Even on Defense, Lerach Takes the Offensive
The Black-Box Business of Class-Action Suits
Supreme Setback for Class Actions
PREV
2 of 2
Lerach will probably serve one to two years in prison when he is sentenced in January. Many call the $8 million in fines chump change, and they have a point: Lerach has made a staggering income for a long time. A recent article in the Wall Street Journal said that Lerach's cut of lawyers fees in the class action against Enron Corp. alone could be as much as $50 million.
The essays look like Lerach's attempt to resurrect his image as a champion of investors, as portrayed in The New Yorker piece, and somehow forget about the legion of other stories that use descriptive words like "loathed" and "mean." Chief among the latter is a 1999 story in Fortune entitled "The King of Pain Is Hurting."
As a reporter at The National Law Journal for many years, I wrote my fair share of Milberg Weiss stories. This included one about a 1999 trial in which Weiss and Lerach had to testify about their incomes; they lost the case and the jury rendered a $45 million verdict against their firm for maliciously suing an economist to ruin his reputation. My 1996 profile of Lerach for Wired magazine appeared under the headline, "Bloodsucking Scumbag"—words that my editor wrote, not me.
In his Washington Post essay, called "Loser C.E.O.'s, Raking It In," Lerach lamented the "massive payoffs that corporations are handing to failing executives." He cited the departures of E. Stanley O'Neal from Merrill Lynch and Charles O. Prince from Citigroup; together, they left their companies "with $360 million in their own pockets."
Mentioning his own guilty plea, Lerach went on to ponder, "But what about accountability for Wall Street C.E.O.'s who line their own pockets while making stupid decisions that rob shareholders and pensioners of millions of dollars?"
Toward the end of his essay, Lerach sounded downright revolutionary.
"Someone told me recently that Lenin was wrong about communism but right about capitalism," he wrote. "Maybe he was. I'm on my way to prison because, in my zeal to stand up against this kind of corporate greed over the years, I stepped over the line."
The November 11 Op-Ed did not sit well with at least one member of Congress. In a letter to the editor, Representative Richard Baker, a Republican from Louisiana, said that in the class-action lawsuits Lerach essentially "extorted fees from the shareholders he purported to represent."

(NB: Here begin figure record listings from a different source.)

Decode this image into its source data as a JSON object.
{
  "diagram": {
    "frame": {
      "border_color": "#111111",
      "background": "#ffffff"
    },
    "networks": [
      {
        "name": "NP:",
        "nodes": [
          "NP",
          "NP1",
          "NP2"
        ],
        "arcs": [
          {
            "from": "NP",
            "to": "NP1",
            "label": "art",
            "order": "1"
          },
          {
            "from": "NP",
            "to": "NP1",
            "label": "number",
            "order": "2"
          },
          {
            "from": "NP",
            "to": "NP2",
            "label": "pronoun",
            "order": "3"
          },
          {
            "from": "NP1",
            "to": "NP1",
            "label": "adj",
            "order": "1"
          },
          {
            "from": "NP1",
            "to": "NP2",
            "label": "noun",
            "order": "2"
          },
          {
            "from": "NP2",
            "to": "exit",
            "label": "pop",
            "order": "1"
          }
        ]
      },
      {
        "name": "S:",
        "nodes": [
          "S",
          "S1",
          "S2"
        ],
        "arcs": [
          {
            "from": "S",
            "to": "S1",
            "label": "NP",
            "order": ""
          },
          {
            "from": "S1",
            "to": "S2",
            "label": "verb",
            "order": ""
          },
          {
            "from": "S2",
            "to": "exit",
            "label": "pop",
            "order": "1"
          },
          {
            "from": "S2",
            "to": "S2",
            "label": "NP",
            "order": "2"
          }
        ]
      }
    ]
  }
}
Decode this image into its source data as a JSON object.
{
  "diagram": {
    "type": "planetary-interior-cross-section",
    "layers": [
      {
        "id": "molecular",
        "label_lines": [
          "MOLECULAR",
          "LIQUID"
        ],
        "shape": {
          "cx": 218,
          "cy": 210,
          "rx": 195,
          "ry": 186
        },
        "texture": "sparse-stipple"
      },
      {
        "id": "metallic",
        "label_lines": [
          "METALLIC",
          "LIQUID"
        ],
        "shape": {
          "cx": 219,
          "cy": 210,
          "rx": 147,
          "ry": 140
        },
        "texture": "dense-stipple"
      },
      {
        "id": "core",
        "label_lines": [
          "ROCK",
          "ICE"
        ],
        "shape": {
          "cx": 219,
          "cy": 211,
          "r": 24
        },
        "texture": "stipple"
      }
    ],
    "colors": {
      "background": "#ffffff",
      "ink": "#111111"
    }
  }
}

Baker added, "Ripping off shareholders by renting plaintiffs may be a profitable business model, but evidently it has one small drawback."
That drawback would be prison.
The day after the Post published Lerach's essay, Howard Kurtz, the paper's media columnist, wondered in print, "How do you have a guy who's a newly confessed crook have the standing to start lecturing us about the problems with C.E.O.'s?"
Perhaps Lerach, wily as ever, took a look at the reincarnation of Martha Stewart after her time in prison and thought that role might fit him nicely. The trouble is that he practices law, which, unlike baking brioche, requires a license.
Something else: For all the ink that's been spilled over Lerach by writers (including me), I wonder what the average citizen thinks of him.
Stewart, after all, has a fan club. As far as I know, Lerach does not.